Goodbye Flash, goodbye FarmVille

Emotional, Burning, Unlimited Tuned Laboratory

Thanks Flash anyw ay! I tried spreading out the new culture of “Internet” and “Home page” in 1993 with the buddies in our university. We tried showing the active screen like active books on the monitors of PCs. We use Netscape as a internet browser and tried some scripts, htmls, careating images and motions like movies with Flash, shockwave we called at that mement.

If we didn’t have only fixed, steady like a normal book on PC, I wonder we could spread out the new culture or not. 

 

After this start, I kept trying next, open source softwares, the data mining with AI technolgy and … I try to spread next out, home life of next generation with the various information for life style, health of each human beings. We should think about it to grow up over the world wide wall of new disease!

 

On the news: While much of what made 2020 such an absolute nightmare will still be with us on January 1 (sorry!), we will really, truly be leaving Adobe Flash and FarmVille behind as we enter the new year.

The end of Flash has been a long time coming. The plugin, which was first released in 1996 and once supported a broad swath online content, has become increasingly irrelevant in a smartphone-centric world: iPhones never supported Flash, and it’s been just over 10 years since Apple’s then-CEO Steve Jobs published an open letter outlining the technology’s shortcomings.

 

Adobe has been planning for the end, announcing in 2017 that it would phase out Flash by the end of this year. Most web browsers have already stopped supporting Flash, and today is the official end date, with Adobe ending support itself — although there’s still one last “death of Flash” milestone on January 12, when the company will begin to block Flash content from playing.

In related news, Zynga announced recently that the end of Flash would also mean the end of FarmVille, since the game relies on the Flash plugin.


Exercise
Please copy the data shown below, word for word.

[Figure record extracts]
__________
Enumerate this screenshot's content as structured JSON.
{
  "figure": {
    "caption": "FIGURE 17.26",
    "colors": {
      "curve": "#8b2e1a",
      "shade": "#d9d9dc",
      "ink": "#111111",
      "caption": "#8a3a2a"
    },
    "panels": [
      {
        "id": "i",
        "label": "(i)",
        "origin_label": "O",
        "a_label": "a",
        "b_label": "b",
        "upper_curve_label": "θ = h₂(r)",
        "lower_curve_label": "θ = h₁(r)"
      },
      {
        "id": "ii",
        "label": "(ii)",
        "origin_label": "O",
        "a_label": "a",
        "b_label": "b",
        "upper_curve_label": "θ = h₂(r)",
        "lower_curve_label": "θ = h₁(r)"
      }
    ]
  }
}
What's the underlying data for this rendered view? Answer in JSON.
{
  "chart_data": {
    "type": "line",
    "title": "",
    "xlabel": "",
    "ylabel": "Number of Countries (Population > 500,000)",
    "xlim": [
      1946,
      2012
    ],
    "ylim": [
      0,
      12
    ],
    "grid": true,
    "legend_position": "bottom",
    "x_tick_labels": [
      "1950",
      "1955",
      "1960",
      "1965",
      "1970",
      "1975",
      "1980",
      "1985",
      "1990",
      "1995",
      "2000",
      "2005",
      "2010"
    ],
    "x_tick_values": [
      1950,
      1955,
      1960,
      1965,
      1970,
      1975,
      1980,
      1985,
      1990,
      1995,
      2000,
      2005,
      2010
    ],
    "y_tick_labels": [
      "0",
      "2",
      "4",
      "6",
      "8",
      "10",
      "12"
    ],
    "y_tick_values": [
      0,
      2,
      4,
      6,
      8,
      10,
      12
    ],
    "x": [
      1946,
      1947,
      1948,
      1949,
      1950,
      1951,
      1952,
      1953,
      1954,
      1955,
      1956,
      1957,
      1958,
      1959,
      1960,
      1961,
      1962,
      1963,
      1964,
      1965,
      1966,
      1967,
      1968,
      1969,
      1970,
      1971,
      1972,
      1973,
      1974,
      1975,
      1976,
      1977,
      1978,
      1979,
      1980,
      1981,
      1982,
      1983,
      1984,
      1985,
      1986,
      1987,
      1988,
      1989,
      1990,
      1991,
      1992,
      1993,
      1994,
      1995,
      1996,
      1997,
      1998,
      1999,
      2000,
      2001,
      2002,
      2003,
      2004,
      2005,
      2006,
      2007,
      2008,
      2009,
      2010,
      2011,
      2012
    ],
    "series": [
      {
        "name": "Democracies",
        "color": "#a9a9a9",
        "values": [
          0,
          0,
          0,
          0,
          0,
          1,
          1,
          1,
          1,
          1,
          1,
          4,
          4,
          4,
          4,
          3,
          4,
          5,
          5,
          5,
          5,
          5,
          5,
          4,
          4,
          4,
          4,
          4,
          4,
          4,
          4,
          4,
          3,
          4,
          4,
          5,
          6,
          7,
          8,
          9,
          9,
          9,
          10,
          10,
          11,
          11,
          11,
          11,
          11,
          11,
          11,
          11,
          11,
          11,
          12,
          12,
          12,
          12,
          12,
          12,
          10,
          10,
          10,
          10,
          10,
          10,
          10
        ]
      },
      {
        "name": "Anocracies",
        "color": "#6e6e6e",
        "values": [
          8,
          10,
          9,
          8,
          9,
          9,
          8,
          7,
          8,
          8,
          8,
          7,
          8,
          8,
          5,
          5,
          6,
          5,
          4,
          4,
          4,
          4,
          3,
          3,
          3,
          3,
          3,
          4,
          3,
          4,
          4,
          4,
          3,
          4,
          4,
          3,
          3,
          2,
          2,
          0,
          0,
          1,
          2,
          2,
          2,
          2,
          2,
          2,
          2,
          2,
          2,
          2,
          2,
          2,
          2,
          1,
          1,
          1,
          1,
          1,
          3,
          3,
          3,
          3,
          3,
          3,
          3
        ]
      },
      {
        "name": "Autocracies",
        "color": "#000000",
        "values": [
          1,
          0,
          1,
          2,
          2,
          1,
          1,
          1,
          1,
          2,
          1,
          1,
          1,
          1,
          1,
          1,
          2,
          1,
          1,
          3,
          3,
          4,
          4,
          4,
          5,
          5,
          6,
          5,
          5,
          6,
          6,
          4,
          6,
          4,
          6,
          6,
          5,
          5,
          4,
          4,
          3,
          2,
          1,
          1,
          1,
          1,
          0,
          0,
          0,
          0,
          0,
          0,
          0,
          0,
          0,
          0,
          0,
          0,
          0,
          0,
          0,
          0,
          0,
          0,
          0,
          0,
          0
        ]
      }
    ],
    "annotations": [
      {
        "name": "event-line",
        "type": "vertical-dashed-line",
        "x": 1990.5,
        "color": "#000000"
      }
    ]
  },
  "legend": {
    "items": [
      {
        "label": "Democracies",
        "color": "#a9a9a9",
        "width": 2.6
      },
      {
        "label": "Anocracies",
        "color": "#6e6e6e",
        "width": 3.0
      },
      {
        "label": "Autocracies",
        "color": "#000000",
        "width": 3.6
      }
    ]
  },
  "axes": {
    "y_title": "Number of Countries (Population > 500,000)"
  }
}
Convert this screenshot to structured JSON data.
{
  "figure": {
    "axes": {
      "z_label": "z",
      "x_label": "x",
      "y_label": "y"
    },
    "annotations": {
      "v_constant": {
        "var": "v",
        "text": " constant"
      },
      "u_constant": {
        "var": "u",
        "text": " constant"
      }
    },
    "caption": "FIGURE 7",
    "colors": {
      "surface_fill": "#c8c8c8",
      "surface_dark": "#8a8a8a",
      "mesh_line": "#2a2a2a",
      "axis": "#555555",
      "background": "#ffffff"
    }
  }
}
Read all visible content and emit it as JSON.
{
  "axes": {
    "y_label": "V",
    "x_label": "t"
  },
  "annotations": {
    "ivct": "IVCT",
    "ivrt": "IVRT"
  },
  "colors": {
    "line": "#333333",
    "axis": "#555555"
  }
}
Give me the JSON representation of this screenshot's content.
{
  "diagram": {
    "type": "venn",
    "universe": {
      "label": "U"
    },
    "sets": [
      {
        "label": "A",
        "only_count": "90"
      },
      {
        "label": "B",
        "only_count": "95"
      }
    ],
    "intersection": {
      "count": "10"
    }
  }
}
__________
Task solution
Enumerate this screenshot's content as structured JSON.
{
  "figure": {
    "caption": "FIGURE 17.26",
    "colors": {
      "curve": "#8b2e1a",
      "shade": "#d9d9dc",
      "ink": "#111111",
      "caption": "#8a3a2a"
    },
    "panels": [
      {
        "id": "i",
        "label": "(i)",
        "origin_label": "O",
        "a_label": "a",
        "b_label": "b",
        "upper_curve_label": "θ = h₂(r)",
        "lower_curve_label": "θ = h₁(r)"
      },
      {
        "id": "ii",
        "label": "(ii)",
        "origin_label": "O",
        "a_label": "a",
        "b_label": "b",
        "upper_curve_label": "θ = h₂(r)",
        "lower_curve_label": "θ = h₁(r)"
      }
    ]
  }
}
What's the underlying data for this rendered view? Answer in JSON.
{
  "chart_data": {
    "type": "line",
    "title": "",
    "xlabel": "",
    "ylabel": "Number of Countries (Population > 500,000)",
    "xlim": [
      1946,
      2012
    ],
    "ylim": [
      0,
      12
    ],
    "grid": true,
    "legend_position": "bottom",
    "x_tick_labels": [
      "1950",
      "1955",
      "1960",
      "1965",
      "1970",
      "1975",
      "1980",
      "1985",
      "1990",
      "1995",
      "2000",
      "2005",
      "2010"
    ],
    "x_tick_values": [
      1950,
      1955,
      1960,
      1965,
      1970,
      1975,
      1980,
      1985,
      1990,
      1995,
      2000,
      2005,
      2010
    ],
    "y_tick_labels": [
      "0",
      "2",
      "4",
      "6",
      "8",
      "10",
      "12"
    ],
    "y_tick_values": [
      0,
      2,
      4,
      6,
      8,
      10,
      12
    ],
    "x": [
      1946,
      1947,
      1948,
      1949,
      1950,
      1951,
      1952,
      1953,
      1954,
      1955,
      1956,
      1957,
      1958,
      1959,
      1960,
      1961,
      1962,
      1963,
      1964,
      1965,
      1966,
      1967,
      1968,
      1969,
      1970,
      1971,
      1972,
      1973,
      1974,
      1975,
      1976,
      1977,
      1978,
      1979,
      1980,
      1981,
      1982,
      1983,
      1984,
      1985,
      1986,
      1987,
      1988,
      1989,
      1990,
      1991,
      1992,
      1993,
      1994,
      1995,
      1996,
      1997,
      1998,
      1999,
      2000,
      2001,
      2002,
      2003,
      2004,
      2005,
      2006,
      2007,
      2008,
      2009,
      2010,
      2011,
      2012
    ],
    "series": [
      {
        "name": "Democracies",
        "color": "#a9a9a9",
        "values": [
          0,
          0,
          0,
          0,
          0,
          1,
          1,
          1,
          1,
          1,
          1,
          4,
          4,
          4,
          4,
          3,
          4,
          5,
          5,
          5,
          5,
          5,
          5,
          4,
          4,
          4,
          4,
          4,
          4,
          4,
          4,
          4,
          3,
          4,
          4,
          5,
          6,
          7,
          8,
          9,
          9,
          9,
          10,
          10,
          11,
          11,
          11,
          11,
          11,
          11,
          11,
          11,
          11,
          11,
          12,
          12,
          12,
          12,
          12,
          12,
          10,
          10,
          10,
          10,
          10,
          10,
          10
        ]
      },
      {
        "name": "Anocracies",
        "color": "#6e6e6e",
        "values": [
          8,
          10,
          9,
          8,
          9,
          9,
          8,
          7,
          8,
          8,
          8,
          7,
          8,
          8,
          5,
          5,
          6,
          5,
          4,
          4,
          4,
          4,
          3,
          3,
          3,
          3,
          3,
          4,
          3,
          4,
          4,
          4,
          3,
          4,
          4,
          3,
          3,
          2,
          2,
          0,
          0,
          1,
          2,
          2,
          2,
          2,
          2,
          2,
          2,
          2,
          2,
          2,
          2,
          2,
          2,
          1,
          1,
          1,
          1,
          1,
          3,
          3,
          3,
          3,
          3,
          3,
          3
        ]
      },
      {
        "name": "Autocracies",
        "color": "#000000",
        "values": [
          1,
          0,
          1,
          2,
          2,
          1,
          1,
          1,
          1,
          2,
          1,
          1,
          1,
          1,
          1,
          1,
          2,
          1,
          1,
          3,
          3,
          4,
          4,
          4,
          5,
          5,
          6,
          5,
          5,
          6,
          6,
          4,
          6,
          4,
          6,
          6,
          5,
          5,
          4,
          4,
          3,
          2,
          1,
          1,
          1,
          1,
          0,
          0,
          0,
          0,
          0,
          0,
          0,
          0,
          0,
          0,
          0,
          0,
          0,
          0,
          0,
          0,
          0,
          0,
          0,
          0,
          0
        ]
      }
    ],
    "annotations": [
      {
        "name": "event-line",
        "type": "vertical-dashed-line",
        "x": 1990.5,
        "color": "#000000"
      }
    ]
  },
  "legend": {
    "items": [
      {
        "label": "Democracies",
        "color": "#a9a9a9",
        "width": 2.6
      },
      {
        "label": "Anocracies",
        "color": "#6e6e6e",
        "width": 3.0
      },
      {
        "label": "Autocracies",
        "color": "#000000",
        "width": 3.6
      }
    ]
  },
  "axes": {
    "y_title": "Number of Countries (Population > 500,000)"
  }
}
Convert this screenshot to structured JSON data.
{
  "figure": {
    "axes": {
      "z_label": "z",
      "x_label": "x",
      "y_label": "y"
    },
    "annotations": {
      "v_constant": {
        "var": "v",
        "text": " constant"
      },
      "u_constant": {
        "var": "u",
        "text": " constant"
      }
    },
    "caption": "FIGURE 7",
    "colors": {
      "surface_fill": "#c8c8c8",
      "surface_dark": "#8a8a8a",
      "mesh_line": "#2a2a2a",
      "axis": "#555555",
      "background": "#ffffff"
    }
  }
}
Read all visible content and emit it as JSON.
{
  "axes": {
    "y_label": "V",
    "x_label": "t"
  },
  "annotations": {
    "ivct": "IVCT",
    "ivrt": "IVRT"
  },
  "colors": {
    "line": "#333333",
    "axis": "#555555"
  }
}
Give me the JSON representation of this screenshot's content.
{
  "diagram": {
    "type": "venn",
    "universe": {
      "label": "U"
    },
    "sets": [
      {
        "label": "A",
        "only_count": "90"
      },
      {
        "label": "B",
        "only_count": "95"
      }
    ],
    "intersection": {
      "count": "10"
    }
  }
}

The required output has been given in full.